Accelerating Inference: How Brium is Shaping the Future of AI across GPU Architectures
Introduction
At Brium, We’re dedicated to enabling ML applications on a diverse set of architectures and unlocking the hardware capabilities through engineering choices, made at every level of stack — from model inference systems, through runtime systems and ML frameworks, to compilers.
In recent years, the hardware industry has made strides towards providing viable alternatives to NVIDIA hardware for server-side inference to address exponentially growing demand for computing power. Today, a lot of hardware, such as AMD’s Instinct GPUs, offer strong performance characteristics, but it remains a challenge to harness that performance in practice. At Brium, we intend to enable efficient LLM inference on any hardware.
On the software side, Long-context Large Language Model (LLM) inference has become crucial for applications ranging from video understanding to retrieval-augmented generation, code assistance and even novel chain-of-thought approaches that enhance model accuracy.
In this post we’ll compare Brium’s inference platform with popular inference serving solutions such as VLLM and SGLang on AMD’s MI210 and MI300 series and show how Brium’s stack can translate to improved throughput as well as improved latency. As usual with inference, shorter latency will increase application responsiveness, higher throughput will likely decrease the total cost of ownership (TCO) of an inference system, and a combination of both may unlock new AI applications.
Showcasing Real-World Performance
Here’s an example where we prompt Llama 3.1-8B to come up with novel verses in Shakespearean style by providing a large context (128k tokens) of similar work.
On the left, the inference is running through our stack, and on the right, we’re running SGLang. You can easily spot the difference in responsiveness! We finish serving the request in less than half the time on MI210 producing identical output.
Brium Inference on MI210 generating tokens:
Comparison of Inference Times:
- Brium
- TTFT: 1m23s
- Total Time: 3m12s
- SGLang
- TTFT: 2m26s
- Total Time: 7m50s
Benchmarking
The Brium team has been working on pushing the boundaries of long context LLM performance on AMD Instinct hardware, optimizing every layer of the inference stack.
For short sequences, Brium’s platform is on par or slightly better than the best of the alternatives. As the sequence length increases, our advantage stands out on both Time To First Token and throughput. This advantage increases on more capable hardware such as MI300.
Note: We collected benchmarking data via scripts in sglang’s repository (bench_serving.py) by having an OpenAI_API server serving the requests in each case. Inputs were served in a deterministic manner all at once (measuring offline capabilities). We normalize settings across all frameworks to make comparisons fair including disabling prefix caching, setting the same prefill chunking size, no quantization, no compression of any kind.
Through our efforts, we have attained cutting-edge performance in both throughput and Time To First Token. This translates to improved return on investment (ROI) on hardware, with the potential to minimize total cost of ownership (TCO) by reducing the number of GPUs necessary to achieve the same outcome.
Additionally, these advancements could unlock the future of AI applications, opening the door to novel use cases.
Conclusion
We briefly looked at offline serving to highlight GPU execution optimizations. We hope to share more interesting results over the coming weeks.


## Exercise brief
From the first line to the last, please print the entries exactly, omitting pictures.

(Excerpts from a figure dataset)
⟨
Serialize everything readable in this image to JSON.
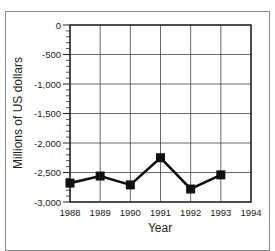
{
  "chart_data": {
    "type": "line",
    "title": "",
    "xlabel": "Year",
    "ylabel": "Millions of US dollars",
    "categories": [
      "1988",
      "1989",
      "1990",
      "1991",
      "1992",
      "1993"
    ],
    "x_ticks": [
      "1988",
      "1989",
      "1990",
      "1991",
      "1992",
      "1993",
      "1994"
    ],
    "y_ticks": [
      "0",
      "-500",
      "-1,000",
      "-1,500",
      "-2,000",
      "-2,500",
      "-3,000"
    ],
    "ylim": [
      -3000,
      0
    ],
    "xlim": [
      1988,
      1994
    ],
    "grid": true,
    "legend": null,
    "series": [
      {
        "name": "Millions of US dollars",
        "marker": "square",
        "color": "#111111",
        "values": [
          -2680,
          -2560,
          -2710,
          -2250,
          -2780,
          -2540
        ]
      }
    ]
  }
}
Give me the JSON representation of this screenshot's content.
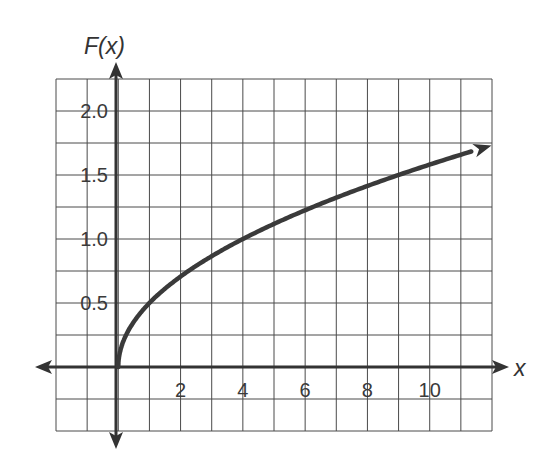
{
  "chart_data": {
    "type": "line",
    "title": "",
    "function": "F(x) = sqrt(x) / 2",
    "xlabel": "x",
    "ylabel": "F(x)",
    "xlim": [
      -2,
      12
    ],
    "ylim": [
      -0.5,
      2.25
    ],
    "grid": true,
    "grid_step_x": 1,
    "grid_step_y": 0.25,
    "x_ticks": [
      2,
      4,
      6,
      8,
      10
    ],
    "x_tick_labels": [
      "2",
      "4",
      "6",
      "8",
      "10"
    ],
    "y_ticks": [
      0.5,
      1.0,
      1.5,
      2.0
    ],
    "y_tick_labels": [
      "0.5",
      "1.0",
      "1.5",
      "2.0"
    ],
    "legend": null,
    "series": [
      {
        "name": "F(x)",
        "x": [
          0,
          0.25,
          1,
          2,
          4,
          6,
          8,
          9,
          10,
          11.8
        ],
        "y": [
          0,
          0.25,
          0.5,
          0.71,
          1.0,
          1.22,
          1.41,
          1.5,
          1.58,
          1.72
        ],
        "end_arrow": true
      }
    ],
    "colors": {
      "curve": "#3a3a3a",
      "axes": "#333333",
      "grid": "#4a4a4a"
    }
  }
}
⟩
## Solution for this task
Serialize everything readable in this image to JSON.
{
  "chart_data": {
    "type": "line",
    "title": "",
    "xlabel": "Year",
    "ylabel": "Millions of US dollars",
    "categories": [
      "1988",
      "1989",
      "1990",
      "1991",
      "1992",
      "1993"
    ],
    "x_ticks": [
      "1988",
      "1989",
      "1990",
      "1991",
      "1992",
      "1993",
      "1994"
    ],
    "y_ticks": [
      "0",
      "-500",
      "-1,000",
      "-1,500",
      "-2,000",
      "-2,500",
      "-3,000"
    ],
    "ylim": [
      -3000,
      0
    ],
    "xlim": [
      1988,
      1994
    ],
    "grid": true,
    "legend": null,
    "series": [
      {
        "name": "Millions of US dollars",
        "marker": "square",
        "color": "#111111",
        "values": [
          -2680,
          -2560,
          -2710,
          -2250,
          -2780,
          -2540
        ]
      }
    ]
  }
}
Give me the JSON representation of this screenshot's content.
{
  "chart_data": {
    "type": "line",
    "title": "",
    "function": "F(x) = sqrt(x) / 2",
    "xlabel": "x",
    "ylabel": "F(x)",
    "xlim": [
      -2,
      12
    ],
    "ylim": [
      -0.5,
      2.25
    ],
    "grid": true,
    "grid_step_x": 1,
    "grid_step_y": 0.25,
    "x_ticks": [
      2,
      4,
      6,
      8,
      10
    ],
    "x_tick_labels": [
      "2",
      "4",
      "6",
      "8",
      "10"
    ],
    "y_ticks": [
      0.5,
      1.0,
      1.5,
      2.0
    ],
    "y_tick_labels": [
      "0.5",
      "1.0",
      "1.5",
      "2.0"
    ],
    "legend": null,
    "series": [
      {
        "name": "F(x)",
        "x": [
          0,
          0.25,
          1,
          2,
          4,
          6,
          8,
          9,
          10,
          11.8
        ],
        "y": [
          0,
          0.25,
          0.5,
          0.71,
          1.0,
          1.22,
          1.41,
          1.5,
          1.58,
          1.72
        ],
        "end_arrow": true
      }
    ],
    "colors": {
      "curve": "#3a3a3a",
      "axes": "#333333",
      "grid": "#4a4a4a"
    }
  }
}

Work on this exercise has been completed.